Sometimes I look at abstract works of other brilliant artists and I’m stunned by the lively beauty that is there. Gorgeous, lyrical compositions of light and color. I don’t think my abstracts are beautiful. Some days I wake up and look at a freshly done, still-sticky painting and think it’s hideous. But that doesn’t mean it isn’t finished and shouldn’t be shown to the world. Even if that world is small. Generally my acrylic creations contain raw emotion, which in my opinion makes them authentic, if not visually pleasing. Is that what my art should be? An honest expression of what’s happening on my insides? I don’t know. Really, I have no idea. But I need to paint them, even if no one ever looks at them twice or finds them appealing; few people would look at one of my large pieces and say, Ooh, that would look nice hanging over my couch.

But this is my process and my need to do this work boils in my gut. Even if my paintings are never seen, they are still mine and necessary to create, especially during this moment in my life that is smashed up with grief.

12″ x 12″ acrylic, pencil, oil pastel on claybord = $185

 

 

 

painting of trumpet flowers by emily weil

daily painting | alameda trumpets

It was a joy last week, on a trip to San Diego to see my family, to get my paints out and have Mason, my 13-year old grandson (who towers over me, giraffe-like), join me in a bit of afternoon painting on the kitchen counter.

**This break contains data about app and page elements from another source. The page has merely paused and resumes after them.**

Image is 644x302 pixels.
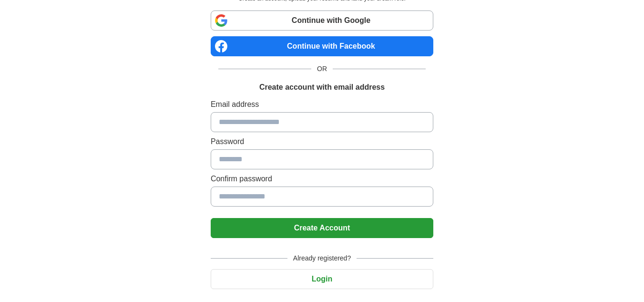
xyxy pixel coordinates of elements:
a: Continue with Facebook [211,37,434,56]
a: Login [211,275,434,283]
a: Continue with Google [211,11,434,31]
h1: Create account with email address [259,82,385,93]
label: Email address [211,99,434,111]
button: Create Account [211,218,434,238]
span: OR [312,64,333,74]
label: Confirm password [211,173,434,185]
button: Login [211,269,434,289]
span: Already registered? [287,253,357,263]
label: Password [211,136,434,147]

I had taken a photo of a luscious Alameda garden of trumpet flowers flowing over a white picket fence and referred to the pic, getting out my sketchbook, while Mason drew and painted a fabulous creation of their gecko, Buttercup. Talented kid! Mostly it was being together that was so delightful. Anyways I showed him this quirky and interesting medium, water-soluble graphite, which dries with different tones and textures. Such great fun. I can’t believe he’s in high school. And that art classes are not required (sigh). And I’m not over the fact that he’s taking an elective physics class as a freshman. Some kid!